A well-built timeline component communicates sequence and progress clearly. It's also one of those components that looks deceptively simple but takes real CSS work to get right across different screen sizes and content lengths. The Interactive CSS Timeline Builder handles the structural CSS, lets you fill in your own content, and exports clean code with no dependencies.

What you can configure

Add, reorder, and remove events using the form panel. The preview updates live as you type.

Where timeline components are used

Company history and about pages

Showing a company's founding milestones, acquisitions, product launches, and office openings in a timeline format is more engaging than a bulleted list. The alternating vertical layout works well here, with short date labels on the connector side and descriptive cards on the other.

Product roadmaps

Horizontal timelines with quarter or month markers communicate progress naturally — past items to the left, upcoming items to the right. Numbered markers help convey that there's a defined sequence.

Personal résumés and portfolios

Work experience and education sections rendered as a timeline read faster than a standard list layout because the visual hierarchy (date on one side, role on the other) separates the "when" from the "what" at a glance.

Step-by-step process pages

Numbered timeline markers with short descriptions are a clean way to communicate a multi-step process — onboarding flows, how-to guides, or checkout steps.

The CSS technique behind it

The vertical timeline uses a single left border on the container element as the connecting line, with event cards absolutely positioned relative to their flex items. Each event marker is a pseudo-element (::before) centered on the line. The alternating layout uses :nth-child(even) to flip the flex direction and adjust the marker position.

This approach — a single border rather than a separate element — means the line automatically extends as content grows, with no JavaScript required. The horizontal variant uses a similar technique with a top border on a flex row.

The exported CSS uses custom properties (--timeline-accent, --timeline-line-color, etc.) scoped to the timeline container, so it won't conflict with other styles on your page.

Tips for using the output

Build your timeline →
Add your events, customise the style, and copy clean HTML/CSS — no account or sign-up needed.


## INSTRUCTIONS TO FOLLOW
When a line of the entries contains "into", please list that line.

## Dataset listings of figures
= Beginning of Section =
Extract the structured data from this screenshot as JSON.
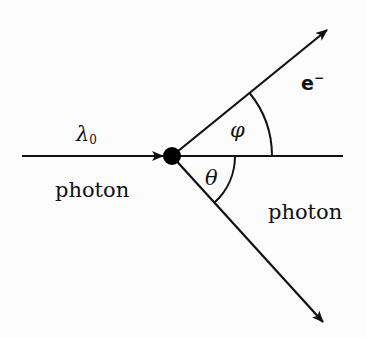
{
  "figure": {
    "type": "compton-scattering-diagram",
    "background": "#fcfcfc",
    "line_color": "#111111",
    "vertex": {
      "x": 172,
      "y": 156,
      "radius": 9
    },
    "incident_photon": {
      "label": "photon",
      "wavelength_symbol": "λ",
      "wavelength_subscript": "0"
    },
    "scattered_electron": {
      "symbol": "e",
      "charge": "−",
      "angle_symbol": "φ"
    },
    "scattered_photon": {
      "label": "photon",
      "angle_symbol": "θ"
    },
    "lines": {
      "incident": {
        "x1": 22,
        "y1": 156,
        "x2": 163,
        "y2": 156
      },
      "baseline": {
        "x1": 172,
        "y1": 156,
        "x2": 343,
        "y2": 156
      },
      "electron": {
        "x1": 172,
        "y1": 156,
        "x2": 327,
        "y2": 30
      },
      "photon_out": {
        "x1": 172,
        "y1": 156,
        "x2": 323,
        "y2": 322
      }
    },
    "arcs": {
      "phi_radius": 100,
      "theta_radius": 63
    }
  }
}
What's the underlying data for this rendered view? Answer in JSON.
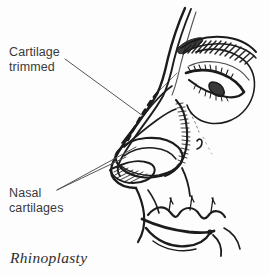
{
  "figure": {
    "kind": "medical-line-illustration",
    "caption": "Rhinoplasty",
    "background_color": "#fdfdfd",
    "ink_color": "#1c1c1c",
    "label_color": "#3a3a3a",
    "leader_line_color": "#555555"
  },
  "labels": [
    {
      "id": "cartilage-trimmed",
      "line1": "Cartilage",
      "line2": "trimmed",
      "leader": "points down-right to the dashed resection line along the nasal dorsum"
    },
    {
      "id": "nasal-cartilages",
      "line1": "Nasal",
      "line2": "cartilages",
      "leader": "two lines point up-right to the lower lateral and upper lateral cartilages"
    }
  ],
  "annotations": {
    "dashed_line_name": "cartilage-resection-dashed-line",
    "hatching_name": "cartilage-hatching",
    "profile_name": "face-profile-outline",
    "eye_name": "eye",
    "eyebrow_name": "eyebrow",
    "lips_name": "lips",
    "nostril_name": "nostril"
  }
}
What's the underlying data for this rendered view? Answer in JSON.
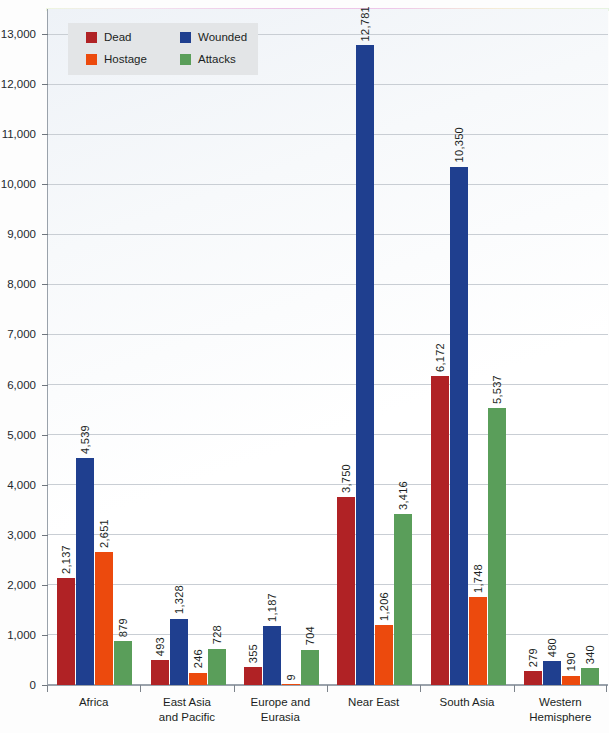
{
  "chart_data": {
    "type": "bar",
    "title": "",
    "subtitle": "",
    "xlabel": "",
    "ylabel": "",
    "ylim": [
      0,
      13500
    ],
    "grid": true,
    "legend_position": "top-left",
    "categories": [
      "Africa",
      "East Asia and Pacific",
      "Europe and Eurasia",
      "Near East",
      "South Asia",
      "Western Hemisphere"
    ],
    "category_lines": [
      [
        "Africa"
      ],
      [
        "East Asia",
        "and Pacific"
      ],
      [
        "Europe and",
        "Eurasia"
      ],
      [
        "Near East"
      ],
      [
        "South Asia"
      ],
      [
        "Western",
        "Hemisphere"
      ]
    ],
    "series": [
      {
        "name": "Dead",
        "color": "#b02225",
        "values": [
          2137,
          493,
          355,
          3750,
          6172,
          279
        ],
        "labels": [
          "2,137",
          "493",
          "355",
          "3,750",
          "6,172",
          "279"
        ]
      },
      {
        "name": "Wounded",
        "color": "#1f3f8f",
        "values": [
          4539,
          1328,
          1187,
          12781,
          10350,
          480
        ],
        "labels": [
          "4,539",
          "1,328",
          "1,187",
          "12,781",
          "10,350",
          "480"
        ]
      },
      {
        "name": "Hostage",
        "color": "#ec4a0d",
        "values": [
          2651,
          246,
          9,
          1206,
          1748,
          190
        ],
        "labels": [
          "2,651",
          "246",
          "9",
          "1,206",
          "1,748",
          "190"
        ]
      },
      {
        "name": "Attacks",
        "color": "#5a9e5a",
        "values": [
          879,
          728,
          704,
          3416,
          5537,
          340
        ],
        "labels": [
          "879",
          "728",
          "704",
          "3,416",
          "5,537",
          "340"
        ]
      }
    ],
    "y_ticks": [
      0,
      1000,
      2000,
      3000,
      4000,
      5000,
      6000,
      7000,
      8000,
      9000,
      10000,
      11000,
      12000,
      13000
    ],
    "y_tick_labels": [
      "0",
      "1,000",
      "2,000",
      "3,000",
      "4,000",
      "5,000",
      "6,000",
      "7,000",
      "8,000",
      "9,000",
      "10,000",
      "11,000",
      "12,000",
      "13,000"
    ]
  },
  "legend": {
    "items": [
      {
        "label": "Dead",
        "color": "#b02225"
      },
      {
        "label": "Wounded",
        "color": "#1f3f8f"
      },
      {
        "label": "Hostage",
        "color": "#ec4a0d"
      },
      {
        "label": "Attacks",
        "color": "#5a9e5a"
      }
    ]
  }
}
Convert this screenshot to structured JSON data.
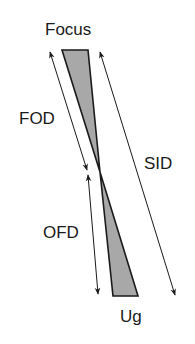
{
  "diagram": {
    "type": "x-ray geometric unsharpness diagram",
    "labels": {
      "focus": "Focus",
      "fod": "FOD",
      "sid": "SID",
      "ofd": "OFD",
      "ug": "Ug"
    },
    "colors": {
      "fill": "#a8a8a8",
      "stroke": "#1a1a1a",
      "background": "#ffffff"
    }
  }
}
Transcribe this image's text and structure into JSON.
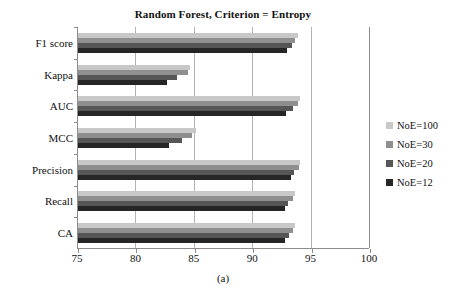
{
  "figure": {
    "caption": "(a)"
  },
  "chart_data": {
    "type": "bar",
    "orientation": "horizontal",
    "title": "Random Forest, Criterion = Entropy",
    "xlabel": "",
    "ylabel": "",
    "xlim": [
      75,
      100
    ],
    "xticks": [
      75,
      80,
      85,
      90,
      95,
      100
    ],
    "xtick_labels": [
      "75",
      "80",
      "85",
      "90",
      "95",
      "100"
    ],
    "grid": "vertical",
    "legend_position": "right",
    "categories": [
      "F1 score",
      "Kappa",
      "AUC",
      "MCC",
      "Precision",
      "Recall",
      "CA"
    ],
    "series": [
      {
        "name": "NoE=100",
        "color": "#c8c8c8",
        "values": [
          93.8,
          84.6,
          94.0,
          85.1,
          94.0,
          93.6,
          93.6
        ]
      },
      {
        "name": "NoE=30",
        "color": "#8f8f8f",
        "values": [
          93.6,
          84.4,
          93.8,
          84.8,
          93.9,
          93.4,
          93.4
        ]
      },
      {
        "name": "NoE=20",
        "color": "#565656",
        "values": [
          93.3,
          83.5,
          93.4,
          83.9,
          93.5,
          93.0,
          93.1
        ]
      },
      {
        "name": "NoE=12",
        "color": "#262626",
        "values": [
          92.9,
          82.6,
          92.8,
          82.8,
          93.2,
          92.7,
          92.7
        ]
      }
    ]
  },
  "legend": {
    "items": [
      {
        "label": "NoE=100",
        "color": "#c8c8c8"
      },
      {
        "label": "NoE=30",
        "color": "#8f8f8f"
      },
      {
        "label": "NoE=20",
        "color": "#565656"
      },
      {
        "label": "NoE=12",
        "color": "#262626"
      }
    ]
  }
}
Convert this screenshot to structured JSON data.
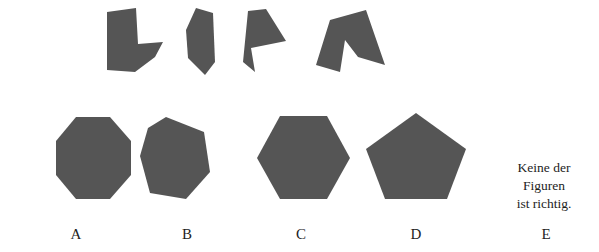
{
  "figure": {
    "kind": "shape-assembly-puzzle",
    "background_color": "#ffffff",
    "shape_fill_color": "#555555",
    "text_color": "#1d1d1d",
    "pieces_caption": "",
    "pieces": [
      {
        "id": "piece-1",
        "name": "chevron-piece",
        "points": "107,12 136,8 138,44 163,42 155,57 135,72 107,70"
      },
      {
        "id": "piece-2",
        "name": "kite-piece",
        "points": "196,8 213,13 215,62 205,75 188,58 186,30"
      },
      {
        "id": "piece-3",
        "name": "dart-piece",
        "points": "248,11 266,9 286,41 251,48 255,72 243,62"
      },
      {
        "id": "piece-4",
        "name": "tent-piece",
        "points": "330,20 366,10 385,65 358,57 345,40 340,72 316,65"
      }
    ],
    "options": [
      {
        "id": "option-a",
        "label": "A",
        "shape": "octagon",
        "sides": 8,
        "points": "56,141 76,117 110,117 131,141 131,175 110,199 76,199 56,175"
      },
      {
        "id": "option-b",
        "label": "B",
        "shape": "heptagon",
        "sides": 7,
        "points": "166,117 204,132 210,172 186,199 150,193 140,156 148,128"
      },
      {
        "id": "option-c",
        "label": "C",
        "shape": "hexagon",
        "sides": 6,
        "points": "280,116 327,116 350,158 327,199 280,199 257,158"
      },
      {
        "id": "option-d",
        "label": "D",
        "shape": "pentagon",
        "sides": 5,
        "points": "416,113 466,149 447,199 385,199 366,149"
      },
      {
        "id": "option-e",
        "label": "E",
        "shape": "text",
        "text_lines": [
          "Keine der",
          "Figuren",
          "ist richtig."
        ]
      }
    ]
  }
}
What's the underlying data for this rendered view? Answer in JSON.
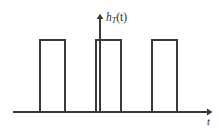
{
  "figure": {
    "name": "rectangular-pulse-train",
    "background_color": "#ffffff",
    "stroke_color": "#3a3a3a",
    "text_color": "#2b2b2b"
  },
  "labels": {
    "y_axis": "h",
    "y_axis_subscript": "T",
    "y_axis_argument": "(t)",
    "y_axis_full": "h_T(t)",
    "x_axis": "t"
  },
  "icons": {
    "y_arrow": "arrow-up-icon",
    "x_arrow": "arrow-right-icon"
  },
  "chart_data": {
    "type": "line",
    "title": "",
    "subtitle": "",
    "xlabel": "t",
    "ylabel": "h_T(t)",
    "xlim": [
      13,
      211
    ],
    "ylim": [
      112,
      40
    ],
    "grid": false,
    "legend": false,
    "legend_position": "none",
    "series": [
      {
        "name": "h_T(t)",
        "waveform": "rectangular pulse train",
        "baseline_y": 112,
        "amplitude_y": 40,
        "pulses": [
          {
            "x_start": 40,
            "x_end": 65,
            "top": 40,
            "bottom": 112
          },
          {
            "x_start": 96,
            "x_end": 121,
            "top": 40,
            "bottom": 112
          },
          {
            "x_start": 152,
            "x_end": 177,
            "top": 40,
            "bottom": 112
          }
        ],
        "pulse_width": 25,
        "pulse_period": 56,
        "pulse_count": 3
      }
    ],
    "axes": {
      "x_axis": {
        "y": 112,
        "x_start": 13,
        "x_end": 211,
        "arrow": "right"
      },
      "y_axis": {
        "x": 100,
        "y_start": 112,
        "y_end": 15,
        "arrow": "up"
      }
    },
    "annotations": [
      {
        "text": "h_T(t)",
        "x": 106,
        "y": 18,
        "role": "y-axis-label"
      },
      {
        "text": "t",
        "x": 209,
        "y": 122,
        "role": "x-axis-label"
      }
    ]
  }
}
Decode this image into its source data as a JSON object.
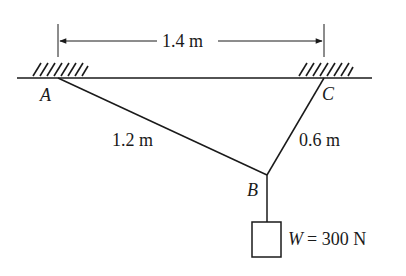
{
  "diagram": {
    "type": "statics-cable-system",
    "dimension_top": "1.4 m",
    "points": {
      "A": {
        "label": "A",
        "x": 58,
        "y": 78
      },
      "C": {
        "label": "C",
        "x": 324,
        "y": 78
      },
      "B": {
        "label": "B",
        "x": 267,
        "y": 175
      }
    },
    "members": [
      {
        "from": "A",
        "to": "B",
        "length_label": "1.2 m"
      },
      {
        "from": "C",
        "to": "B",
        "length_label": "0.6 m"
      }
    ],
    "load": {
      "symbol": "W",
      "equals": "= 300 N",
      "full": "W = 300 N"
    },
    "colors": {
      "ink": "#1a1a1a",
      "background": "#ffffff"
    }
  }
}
= End of Section =
## SOLUTION TO THIS EXERCISE
Transcribe this image's text and structure into JSON.
Decode this image into its source data as a JSON object.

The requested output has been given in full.